Al Sharpton is nothing more than a black pawn in a very sophisticated white economic chess game,” Allen continued. “He’s not even bright enough to know he’s on the chess board and he’s being used by his white masters at Comcast, specifically [executive vice president] David Cohen and [chairman and CEO] Brian Roberts.”

Them sound like fighting words. Honestly, it is hard to see how Al Sharpton can redeem himself after this latest scandal, but the truth is, he always does. However if what is alleged turns out to be true, we now have concrete proof that Sharpton, as well as other civil rights institutions, are in it for themselves. Now I’m not saying that Sharpton and these institutions have not served a valiant purpose, but allegedly accepting payoffs to be quiet on discrimination – and basically keep the community in check – is the worse kind of gatekeeping.
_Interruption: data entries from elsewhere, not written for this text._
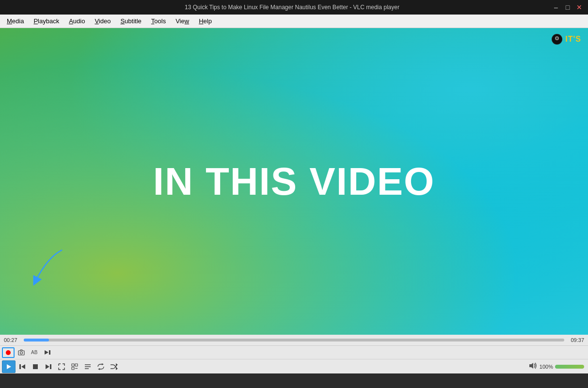  Describe the element at coordinates (294, 7) in the screenshot. I see `titlebar: 13 Quick Tips to Make Linux File Manager…` at that location.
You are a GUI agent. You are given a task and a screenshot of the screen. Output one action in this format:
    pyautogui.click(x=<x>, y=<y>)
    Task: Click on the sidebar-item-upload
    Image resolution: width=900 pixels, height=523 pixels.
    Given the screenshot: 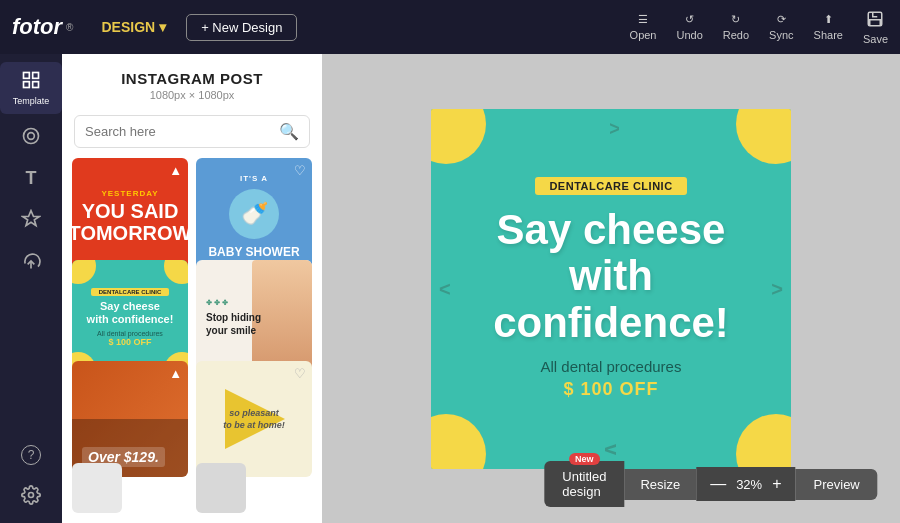 What is the action you would take?
    pyautogui.click(x=31, y=262)
    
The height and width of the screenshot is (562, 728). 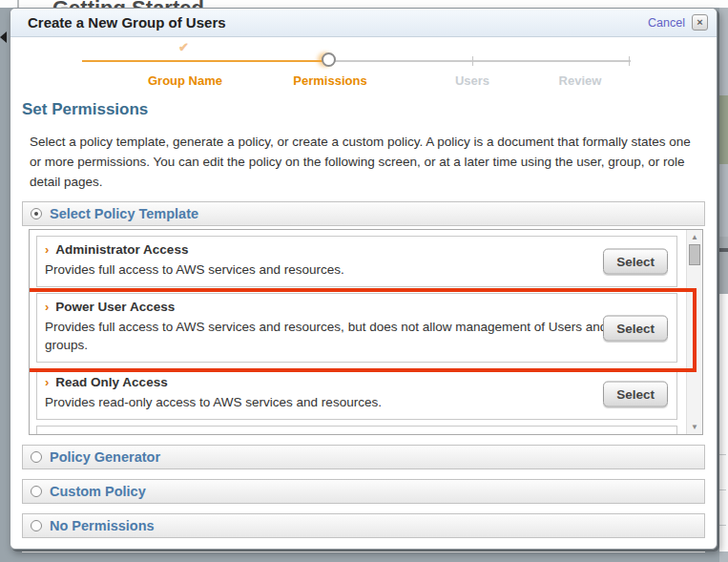 What do you see at coordinates (36, 214) in the screenshot?
I see `radio-select-policy-template` at bounding box center [36, 214].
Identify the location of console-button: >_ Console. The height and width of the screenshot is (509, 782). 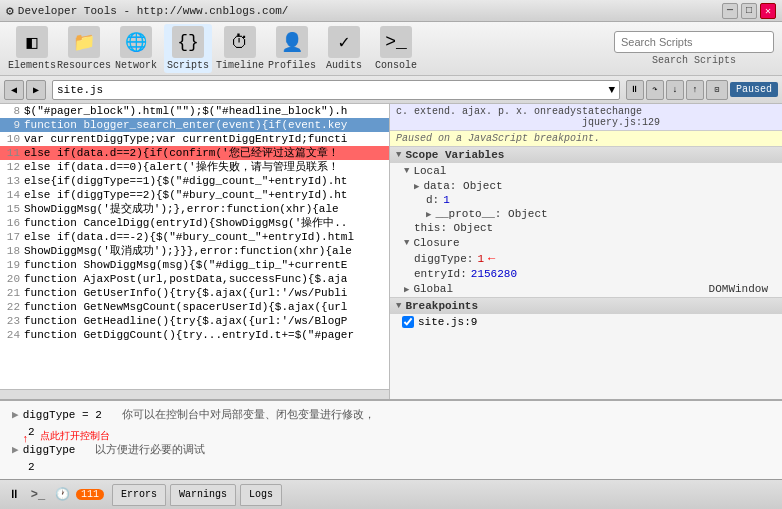
(396, 48).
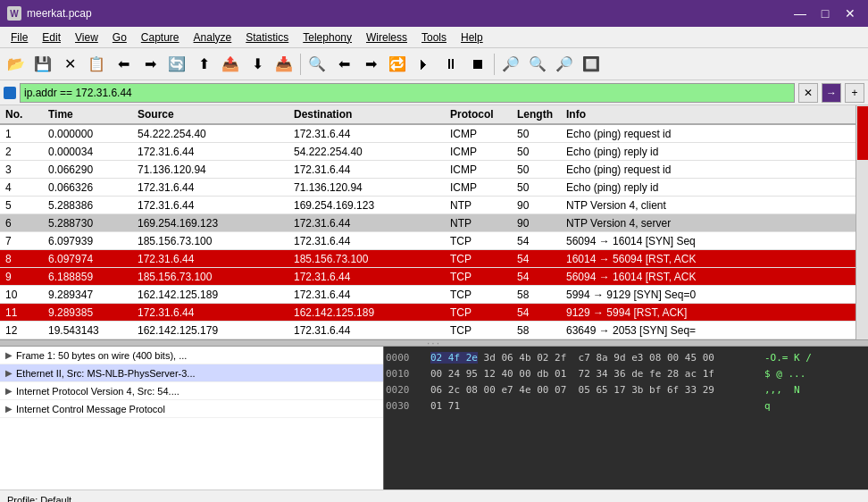 The width and height of the screenshot is (868, 502). Describe the element at coordinates (511, 64) in the screenshot. I see `toolbar-btn-20: 🔎` at that location.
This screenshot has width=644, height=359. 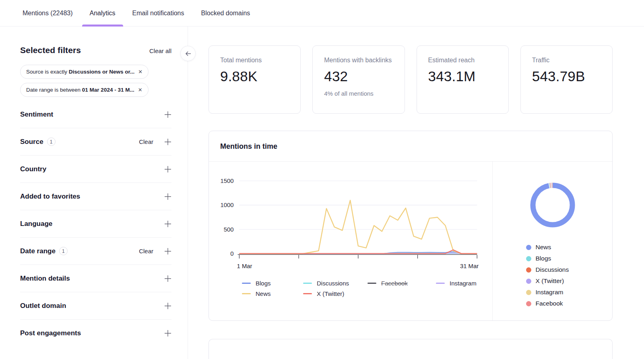 What do you see at coordinates (254, 76) in the screenshot?
I see `stat-value: 9.88K` at bounding box center [254, 76].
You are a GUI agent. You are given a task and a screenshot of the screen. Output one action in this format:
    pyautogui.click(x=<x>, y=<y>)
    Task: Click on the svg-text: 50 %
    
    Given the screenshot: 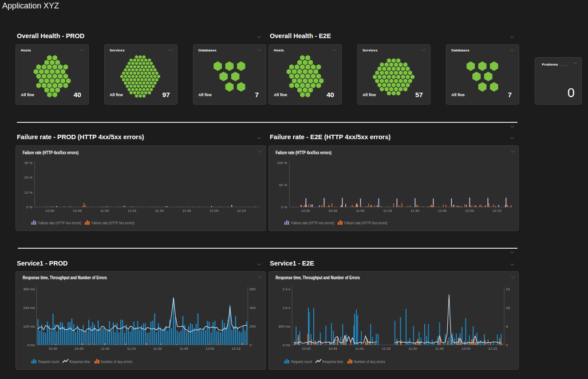 What is the action you would take?
    pyautogui.click(x=283, y=185)
    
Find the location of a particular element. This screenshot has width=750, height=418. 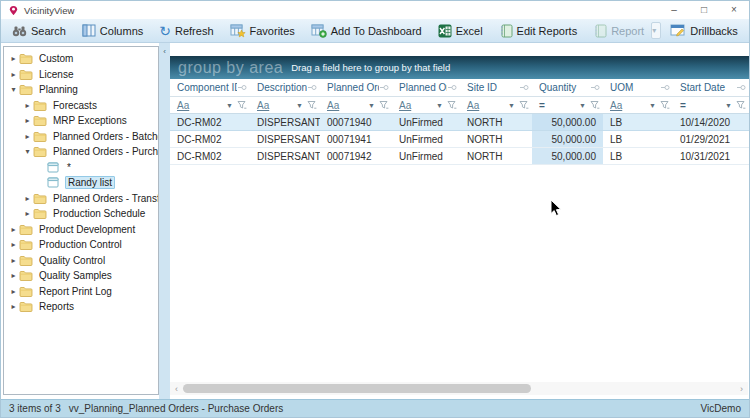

And those looking to have their causes particularly around racial discrimination legitimized in the mainstream, might not want to associate themselves with any of these characters.

And before folks start pumping the Black fist for Allen, he also makes some rather harsh statements about Barack Obama as well:

““I think that Obama uses him to control the Negroes,” Allen said of Sharpton.

DC has been taking payoffs. Comcast owns every politician in that town including President Obama,” Allen said, noting Comcast executives’ fundraising for the president.“Obama has been bought and paid for.”

President Obama, you control a couple billion dollars in advertising. What have you done to make sure African-American owned media is participating in government advertising? We got more respect from President Clinton.”

Shame on you, President Obama,” Allen said.“I think African-Americans would have done much better with a white president. They are murdering us on the street and murdering us in the boardrooms.”

I don’t have a problem with critique the Administration. And truthfully, I wish more of it would happen. However everything is political. And Allen has been pretty quiet about his feelings of the POTUS, as well as Obama’s lack of concern for the interest of the Black community, for most of his two-terms, only to get all gully when it serves his own interest. So while I’m not a fan of Sharpton’s alleged corporate shilling and feel that Allen raises some great points, I’m not so certain I’m willing to jump on the Allen bandwagon just yet.